In Loving (and slightly irreverent) Memory of Anita Fetsch
11/7/1943 - 4/23/2025
If you were lucky enough to know Anita Fetsch, you knew this: she didn’t suffer fools, always brought the hot dish, and could pull a pull tab quicker than anyone in a three-state area.
Born in Riga, Latvia, on November 7, 1943, Anita made her way to Ellis Island as a child, armed with nothing but courage, curiosity, and zero knowledge of the English language. (That last part didn’t slow her down one bit.) She eventually landed in St. Paul, Minnesota, where she married Thomas Lydon Fetsch. Together, they owned and operated the legendary Paisano’s Pizza while raising three daughters: Jenny, Eve, and Sara — who inherited their mother’s outspokenness, warmth, and slightly alarming ability to deploy a Kroger coupon.
Anita was the matriarch of a lively clan that grew to include seven grandchildren, one great-grandchild, and more pets than anyone could count — all of whom dined like humans, thanks to her soft heart and sneakiness. No dog under her roof ever tasted kibble if there was a pot roast within reach.
She worked for many years in retail — and while the customer may have always been right, they were also never going to get away with bad manners. In her off hours, she was a Yahtzee shark, a video game wizard, and a fearless patron of local casinos, where her mere presence could turn a losing streak around. If Anita was near your slot machine, lady luck was too.
She had an ironclad belief in three things:
Never scratch a scratch-off with anything but a dime
The Marlboro Rewards Catalog was a legitimate source of home good
Survivor is still the greatest show on television
Anita loved Adam Lambert (and SpongeBob SquarePants) with the full force of a teenage fangirl, taught her grandkids how to work a Keno machine before they could legally drive, and was a Candy Crush savant of mythic skill.
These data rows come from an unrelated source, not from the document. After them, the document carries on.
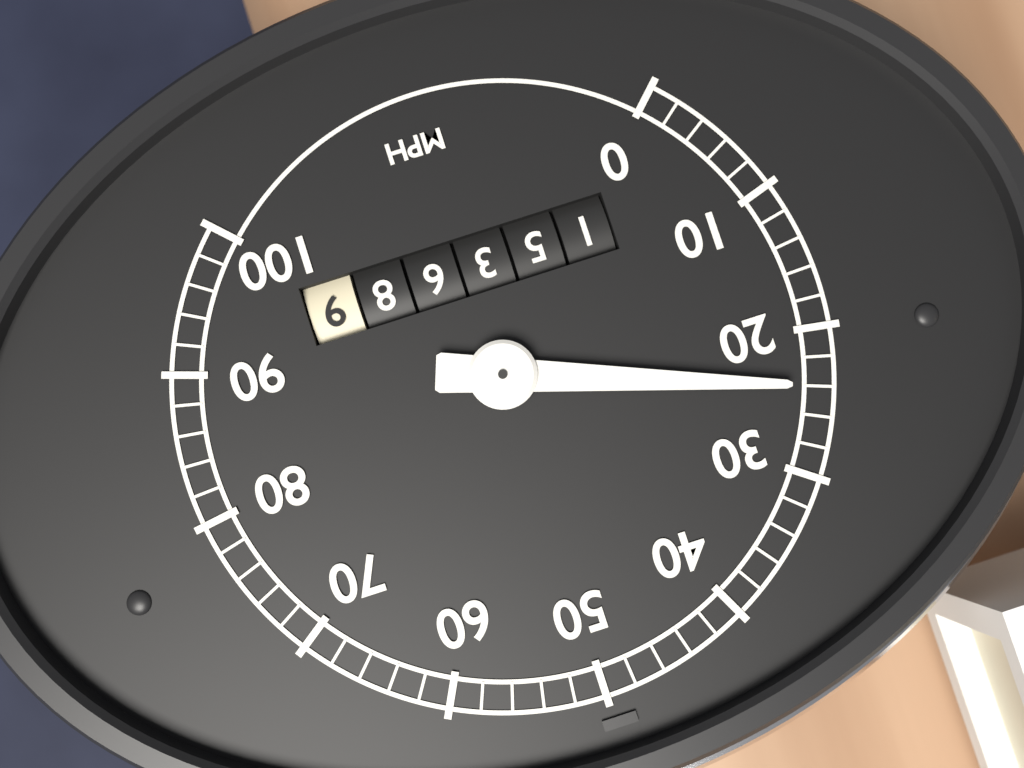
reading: 24 mph
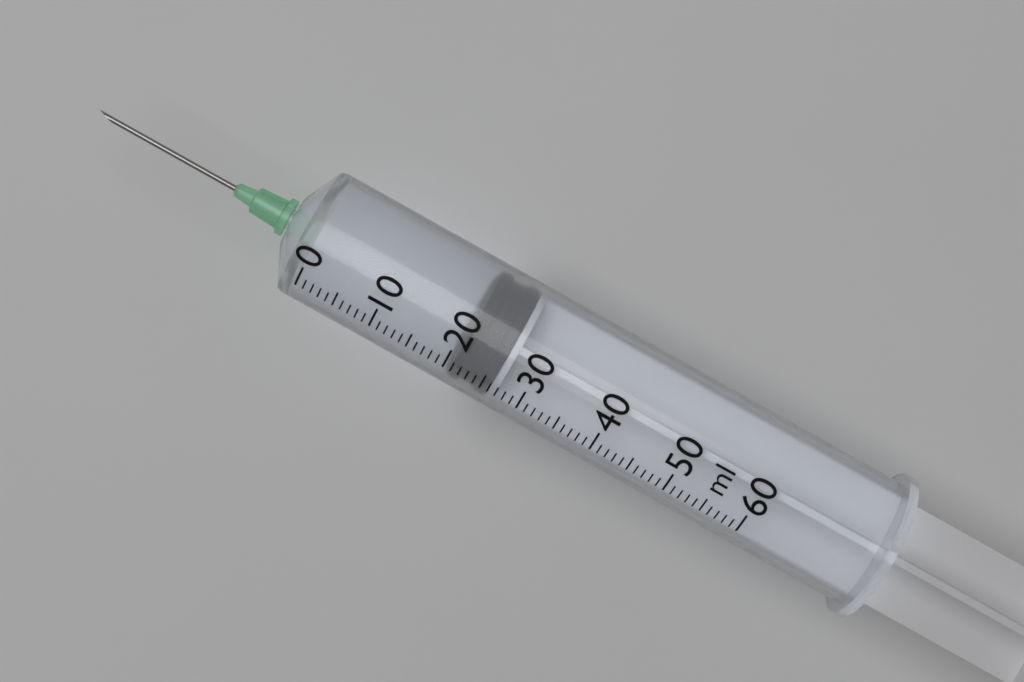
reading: 21 ml
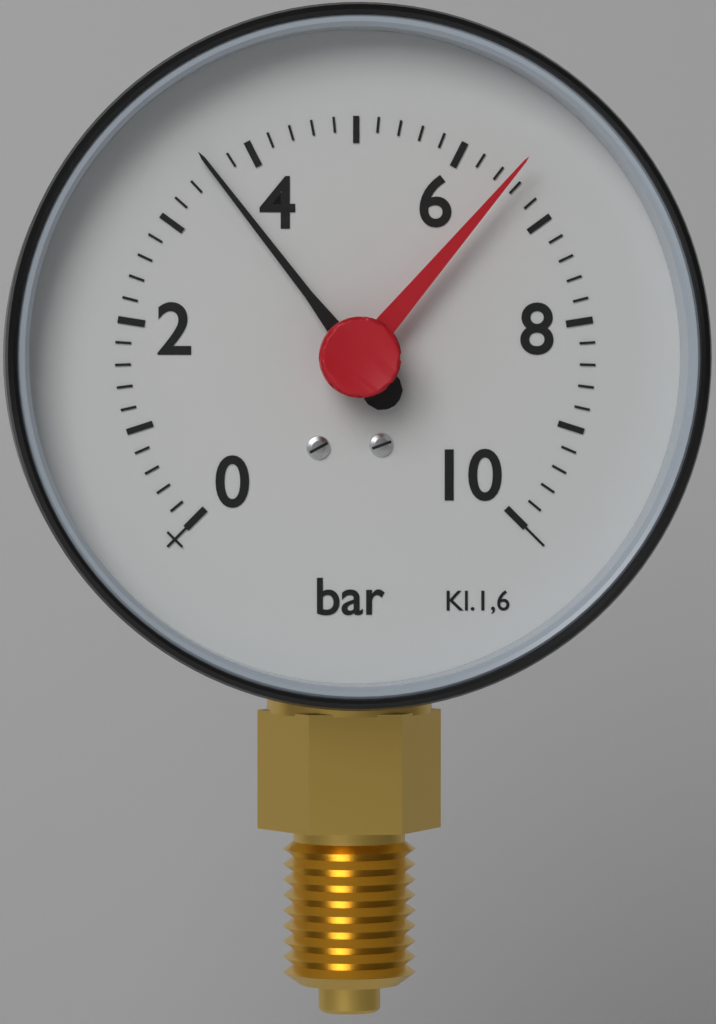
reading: 3.6 bar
Seriously, no one knows how she reached levels that high without ever spending a dime.
Above all, she was the heart of her family — generous, funny, blunt in the best way, and endlessly devoted. She gave warmth, wisdom, and grief in equal measure. Her legacy lives on at every family gathering, every shared meal, every game night, and every time someone finds a 40% off coupon and hears her voice saying, “Well, you can’t not use it.”
We’ll miss her fiercely. But she’s probably up there right now — cocktail in hand, cigarette smoldering, slot machine spinning, and telling the angels, “You look tired.”
Anita was preceded in death by her daughter Jenny. She is survived by her daughters Eve Vawter (David) and Sara Hirschfeld (John); grandchildren Christopher Fetsch (Celia Jones), Hunter Rings, Francesco Vawter, Spencer Vawter, Veronika Vawter, Logan Reinertson, and Lydon Hirschfeld; great-granddaughter Everleigh Rings-Sill; and a 55” high-definition TV she refused to accept last Christmas because “it got the worst reviews ever.”